The primary objectives set for the third quarter of 2017 were to embed the new operating model and to progressively restore customer service and collections performance to acceptable levels in preparation for the seasonal peak in lending during the fourth quarter. The rate of progress being made is too weak and the business is now falling a long way short of achieving these objectives. Collections performance and sales are both showing substantial underperformance against the comparable period in 2016. The routing and scheduling software deployed to direct the daily activities of CEMs has presented some early issues, primarily relating to the integrity of data, and the prescriptive nature of the new operating model has not allowed sufficient local autonomy to prioritise resource allocation during this period of recovery.
Carnage is the only word to use. “…reduced agent effectiveness on collections performance”? I’ll wager that as a result of the IT project which delivered the “routing and scheduling software deployed to direct the daily activities of [the salesforce]” Provident scarcely, if at all, knows who its borrowers are and where they live.
After reading the full Statement (which includes some shocking metrics on recoveries rates), I concluded the only thing I’d rather be less than a Provident Financial customer is a worker in Provident’s IT department given the task of trying to sort this mess out. The main reason is, there simply isn’t a solution. The IT system Provident needs can never be built.
An anathema though it is to the army of tech boosters, paid Silicon Valley shills and unicorn-valued “disruptive” startup CEOs, some things – like the contents of Provident’s commission-based salesforce’s heads – cannot (and, in this case, probably should not) ever be captured in an algorithm, ported to an app or written up in a set of IT system documentation.

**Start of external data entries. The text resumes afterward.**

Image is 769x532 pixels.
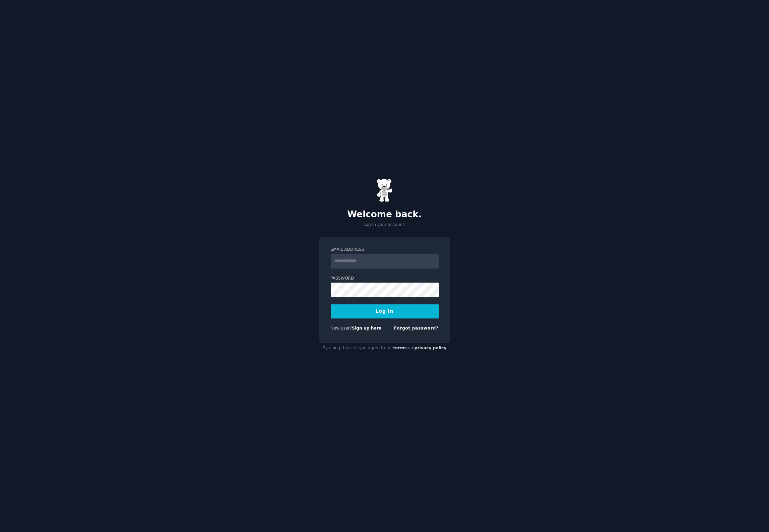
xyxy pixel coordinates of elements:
div: By using this site you agree to our and [319,343,450,354]
h2: Welcome back. [319,209,450,220]
span: New user? [330,326,352,331]
button: Log In [330,305,439,319]
label: Password [330,276,439,282]
a: terms [393,346,406,351]
p: Log in your account. [319,222,450,228]
a: Forgot password? [394,326,439,331]
a: Sign up here [352,326,381,331]
a: privacy policy [414,346,447,351]
label: Email Address [330,247,439,253]
img: Gummy Bear [376,179,393,202]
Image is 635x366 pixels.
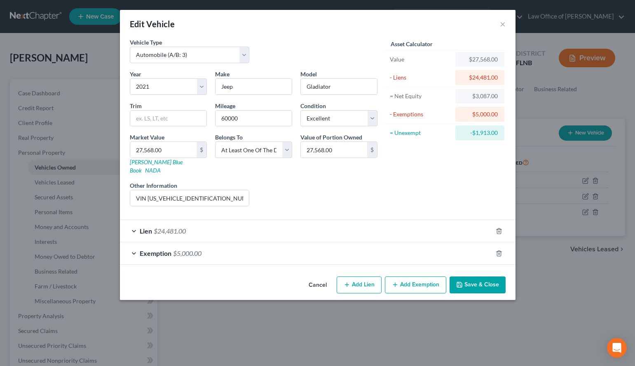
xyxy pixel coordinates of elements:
[391,40,433,48] label: Asset Calculator
[462,73,498,82] div: $24,481.00
[462,129,498,137] div: -$1,913.00
[390,92,452,100] div: = Net Equity
[197,142,207,157] div: $
[450,276,506,294] button: Save & Close
[337,276,382,294] button: Add Lien
[301,101,326,110] label: Condition
[390,129,452,137] div: = Unexempt
[216,110,292,126] input: --
[301,142,367,157] input: 0.00
[390,55,452,63] div: Value
[173,249,202,257] span: $5,000.00
[130,190,249,206] input: (optional)
[216,79,292,94] input: ex. Nissan
[385,276,446,294] button: Add Exemption
[462,92,498,100] div: $3,087.00
[154,227,186,235] span: $24,481.00
[140,249,171,257] span: Exemption
[302,277,333,294] button: Cancel
[215,70,230,77] span: Make
[301,70,317,78] label: Model
[462,110,498,118] div: $5,000.00
[215,101,235,110] label: Mileage
[130,158,183,174] a: [PERSON_NAME] Blue Book
[130,38,162,47] label: Vehicle Type
[367,142,377,157] div: $
[130,110,207,126] input: ex. LS, LT, etc
[130,133,164,141] label: Market Value
[500,19,506,29] button: ×
[607,338,627,357] div: Open Intercom Messenger
[145,167,161,174] a: NADA
[390,110,452,118] div: - Exemptions
[130,101,142,110] label: Trim
[130,18,175,30] div: Edit Vehicle
[390,73,452,82] div: - Liens
[130,142,197,157] input: 0.00
[301,133,362,141] label: Value of Portion Owned
[130,181,177,190] label: Other Information
[215,134,243,141] span: Belongs To
[140,227,152,235] span: Lien
[301,79,377,94] input: ex. Altima
[462,55,498,63] div: $27,568.00
[130,70,141,78] label: Year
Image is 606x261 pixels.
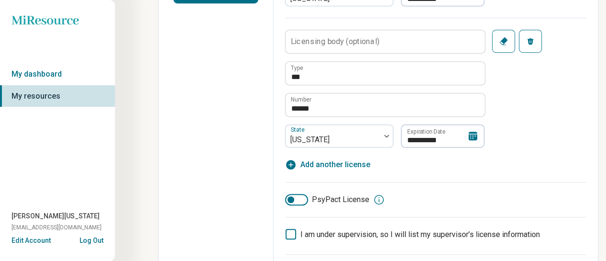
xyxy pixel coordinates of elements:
label: Type [291,65,303,71]
span: I am under supervision, so I will list my supervisor’s license information [301,230,540,239]
label: PsyPact License [285,194,370,206]
label: Number [291,97,312,103]
input: credential.licenses.1.name [286,62,485,85]
span: [PERSON_NAME][US_STATE] [12,211,100,221]
button: Edit Account [12,236,51,246]
button: Add another license [285,159,371,171]
span: [EMAIL_ADDRESS][DOMAIN_NAME] [12,223,102,232]
button: Log Out [80,236,104,244]
label: State [291,126,307,133]
label: Licensing body (optional) [291,37,380,45]
span: Add another license [301,159,371,171]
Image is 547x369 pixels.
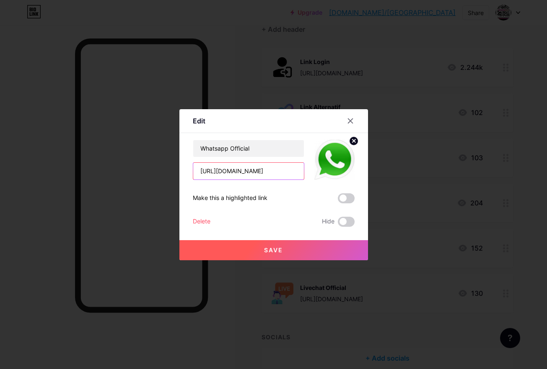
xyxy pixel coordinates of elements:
input: Title [193,140,304,157]
button: Save [179,240,368,261]
div: Delete [193,217,210,227]
div: Edit [193,116,205,126]
div: Make this a highlighted link [193,194,267,204]
span: Hide [322,217,334,227]
input: URL [193,163,304,180]
span: Save [264,247,283,254]
img: link_thumbnail [314,140,354,180]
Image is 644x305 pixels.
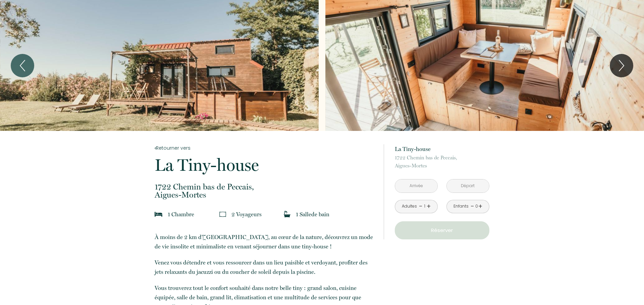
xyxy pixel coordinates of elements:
button: Réserver [395,222,489,239]
p: Aigues-Mortes [154,183,374,199]
div: Adultes [401,203,417,209]
a: Retourner vers [154,144,374,152]
a: - [471,201,474,212]
div: 1 [423,203,426,209]
p: Réserver [397,227,487,235]
p: La Tiny-house [154,157,374,174]
input: Départ [446,180,489,193]
input: Arrivée [395,180,437,193]
div: Enfants [453,203,468,209]
p: Venez vous détendre et vous ressourcer dans un lieu paisible et verdoyant, profiter des jets rela... [154,258,374,277]
p: Aigues-Mortes [395,154,489,170]
p: À moins de 2 km d'[GEOGRAPHIC_DATA], au cœur de la nature, découvrez un mode de vie insolite et m... [154,232,374,251]
span: 1722 Chemin bas de Peccais, [154,183,374,191]
p: 2 Voyageur [232,209,262,219]
div: 0 [475,203,478,209]
img: guests [219,211,226,218]
a: + [427,201,431,212]
p: 1 Chambre [168,209,194,219]
a: - [419,201,423,212]
p: 1 Salle de bain [296,209,329,219]
span: s [259,211,262,218]
a: + [478,201,482,212]
span: 1722 Chemin bas de Peccais, [395,154,489,162]
p: La Tiny-house [395,144,489,154]
button: Next [609,54,633,77]
button: Previous [11,54,34,77]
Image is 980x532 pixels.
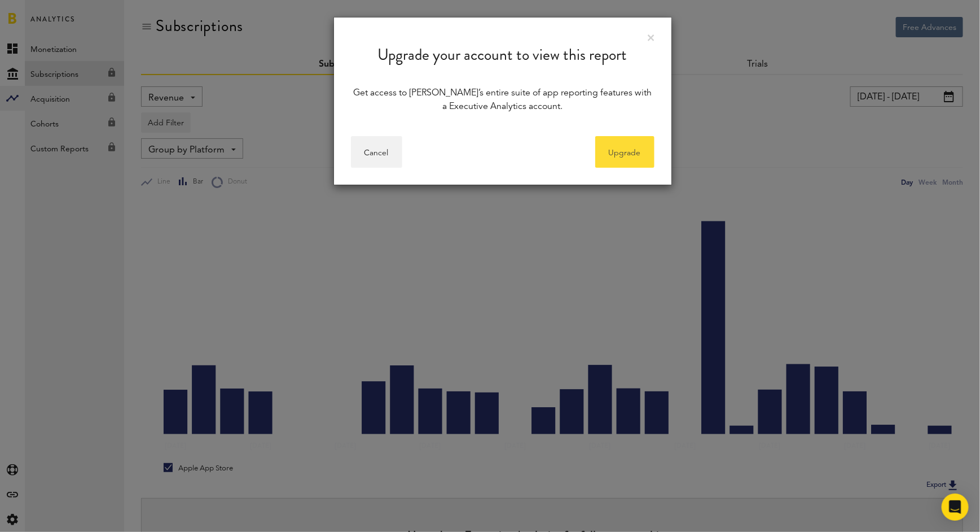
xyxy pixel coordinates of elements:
div: Get access to [PERSON_NAME]’s entire suite of app reporting features with a Executive Analytics a... [351,86,654,113]
span: Support [23,8,64,18]
button: Cancel [351,136,402,167]
a: Upgrade [595,136,654,167]
div: Open Intercom Messenger [942,494,969,521]
div: Upgrade your account to view this report [334,18,671,75]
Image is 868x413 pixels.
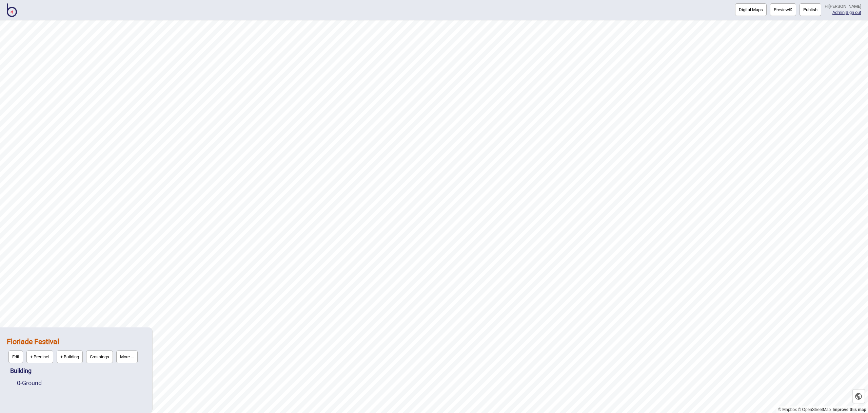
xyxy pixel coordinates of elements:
button: Digital Maps [735,3,767,16]
button: + Building [57,350,83,363]
div: Ground [17,377,146,389]
div: Floriade Festival [7,334,146,364]
a: Previewpreview [771,3,797,16]
button: More ... [117,350,138,363]
a: Floriade Festival [7,337,59,346]
a: 0-Ground [17,379,42,386]
a: Admin [833,10,845,15]
a: Crossings [85,348,115,364]
button: Edit [8,350,23,363]
a: Mapbox [778,407,798,412]
span: | [833,10,846,15]
img: preview [789,8,793,11]
button: + Precinct [27,350,54,363]
button: Crossings [86,350,113,363]
a: More ... [115,348,139,364]
a: Edit [7,348,25,364]
button: Preview [771,3,797,16]
button: Publish [800,3,822,16]
img: BindiMaps CMS [7,3,17,17]
div: Hi [PERSON_NAME] [825,3,861,9]
a: OpenStreetMap [798,407,831,412]
a: Building [10,367,32,374]
button: Sign out [846,10,861,15]
a: Map feedback [833,407,866,412]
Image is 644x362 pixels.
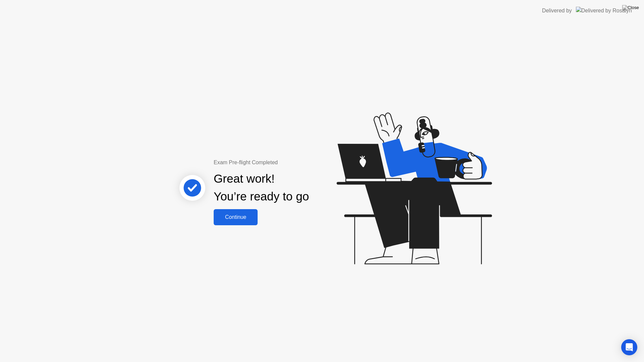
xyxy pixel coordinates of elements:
div: Open Intercom Messenger [621,339,637,355]
button: Continue [214,210,258,225]
img: Delivered by Rosalyn [576,7,632,15]
div: Continue [216,214,256,220]
div: Delivered by [543,7,572,15]
div: Exam Pre-flight Completed [214,158,353,166]
div: Great work! You’re ready to go [214,170,309,206]
img: Close [622,5,639,11]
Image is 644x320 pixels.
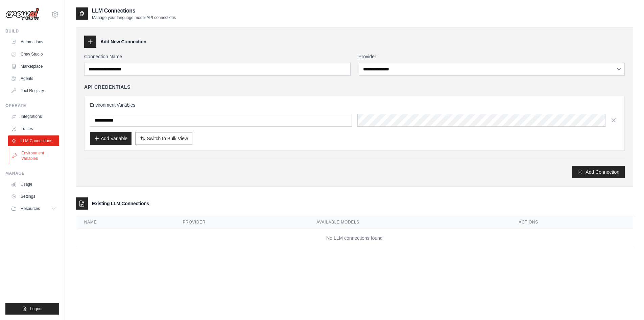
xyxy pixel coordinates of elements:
a: Agents [8,73,59,84]
button: Resources [8,203,59,214]
a: LLM Connections [8,135,59,146]
div: Build [5,28,59,34]
a: Traces [8,123,59,134]
h3: Environment Variables [90,102,619,108]
h3: Add New Connection [100,38,147,45]
th: Available Models [308,215,511,229]
img: Logo [5,8,39,21]
a: Integrations [8,111,59,122]
h3: Existing LLM Connections [92,200,149,207]
div: Manage [5,171,59,176]
th: Actions [511,215,633,229]
h4: API Credentials [84,83,130,90]
a: Settings [8,191,59,202]
a: Usage [8,179,59,189]
button: Switch to Bulk View [136,132,192,145]
th: Name [76,215,175,229]
button: Logout [5,303,59,314]
div: Operate [5,103,59,108]
a: Crew Studio [8,49,59,59]
label: Connection Name [84,53,351,60]
h2: LLM Connections [92,7,176,15]
a: Automations [8,37,59,48]
button: Add Connection [572,166,625,178]
a: Tool Registry [8,85,59,96]
label: Provider [358,53,625,60]
a: Environment Variables [9,148,60,164]
th: Provider [175,215,309,229]
p: Manage your language model API connections [92,15,176,21]
span: Switch to Bulk View [147,135,188,142]
td: No LLM connections found [76,229,633,247]
button: Add Variable [90,132,132,145]
span: Resources [20,206,40,211]
a: Marketplace [8,61,59,72]
span: Logout [30,306,43,311]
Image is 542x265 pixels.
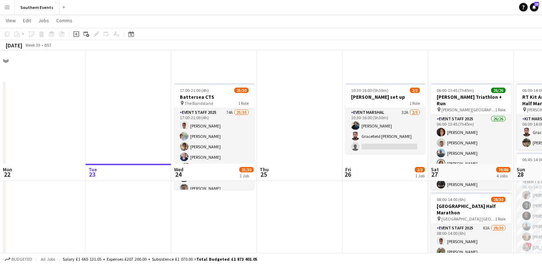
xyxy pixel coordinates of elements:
div: [DATE] [6,42,22,49]
span: 25 [535,2,540,6]
span: 2/3 [415,167,425,172]
span: Sun [517,166,526,172]
app-job-card: 10:30-16:00 (5h30m)2/3[PERSON_NAME] set up1 RoleEvent Marshal32A2/310:30-16:00 (5h30m)[PERSON_NAM... [346,83,426,153]
h3: Battersea CTS [174,94,255,100]
span: Fri [346,166,351,172]
a: Jobs [35,16,52,25]
span: 28/30 [492,196,506,202]
span: 25/30 [240,167,254,172]
span: 23 [87,170,97,178]
span: Total Budgeted £1 873 401.05 [196,256,257,261]
button: Budgeted [4,255,33,263]
span: Mon [3,166,12,172]
span: 27 [430,170,439,178]
span: ! [528,242,532,247]
div: 4 Jobs [497,173,511,178]
span: Comms [56,17,72,24]
span: Budgeted [11,256,32,261]
span: 10:30-16:00 (5h30m) [351,87,389,93]
span: Jobs [38,17,49,24]
div: Salary £1 665 131.05 + Expenses £207 200.00 + Subsistence £1 070.00 = [63,256,257,261]
span: 1 Role [496,216,506,221]
span: 26 [345,170,351,178]
span: Week 39 [24,42,42,48]
span: 06:00-13:45 (7h45m) [437,87,474,93]
span: ! [185,163,190,167]
div: 1 Job [416,173,425,178]
span: [GEOGRAPHIC_DATA] [GEOGRAPHIC_DATA] [442,216,496,221]
span: 25 [259,170,269,178]
span: Edit [23,17,31,24]
span: 28 [516,170,526,178]
button: Southern Events [15,0,60,14]
span: The Bandstand [185,100,213,106]
span: 25/30 [234,87,249,93]
span: 1 Role [496,107,506,112]
a: Comms [53,16,75,25]
span: All jobs [39,256,57,261]
span: 17:00-21:00 (4h) [180,87,209,93]
span: 2/3 [410,87,420,93]
span: Thu [260,166,269,172]
span: 08:00-14:00 (6h) [437,196,466,202]
app-card-role: Event Marshal32A2/310:30-16:00 (5h30m)[PERSON_NAME]Gracefield [PERSON_NAME] [346,108,426,153]
a: View [3,16,19,25]
span: Tue [89,166,97,172]
app-job-card: 17:00-21:00 (4h)25/30Battersea CTS The Bandstand1 RoleEvent Staff 202574A25/3017:00-21:00 (4h)[PE... [174,83,255,189]
a: 25 [530,3,539,11]
div: BST [44,42,52,48]
span: [PERSON_NAME][GEOGRAPHIC_DATA], [GEOGRAPHIC_DATA], [GEOGRAPHIC_DATA] [442,107,496,112]
span: 26/26 [492,87,506,93]
span: View [6,17,16,24]
h3: [PERSON_NAME] Triathlon + Run [431,94,512,106]
span: Sat [431,166,439,172]
span: 1 Role [238,100,249,106]
span: 1 Role [410,100,420,106]
app-job-card: 06:00-13:45 (7h45m)26/26[PERSON_NAME] Triathlon + Run [PERSON_NAME][GEOGRAPHIC_DATA], [GEOGRAPHIC... [431,83,512,189]
span: 79/86 [497,167,511,172]
div: 1 Job [240,173,253,178]
h3: [PERSON_NAME] set up [346,94,426,100]
span: 24 [173,170,184,178]
span: 22 [2,170,12,178]
h3: [GEOGRAPHIC_DATA] Half Marathon [431,203,512,215]
span: Wed [174,166,184,172]
a: Edit [20,16,34,25]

The fact that someone – not disclosed in Provident’s Statement but a reasonable assumption is that it is one of the larger IT consulting firms — could ever sell Provident on the notion that this was possible speaks volumes for management’s gullibility. But in that, they are merely reflecting and echoing a broader gullibility which seems to have gripped our entire collective culture. The sooner reality sets in, like it has for Provident Financial and their hapless investors, the better.
Readers may wonder why I bother, but in – as scant and as reluctant as I can make it – fairness to Provident, the programme they embarked on to automate via an IT solution their sales process may have been an attempt to clean up their act. By procedural-ising and automating the fieldforce’s customer relationship management and the collections and recoveries of arrears, there was the potential for Provident to better monitor and supervise its barely house-trained commission-based salespeople. But for businesses like Provident, it could well be that, if you try to clean up the business, you don’t have a business. How many other enterprises will suffer the same fate?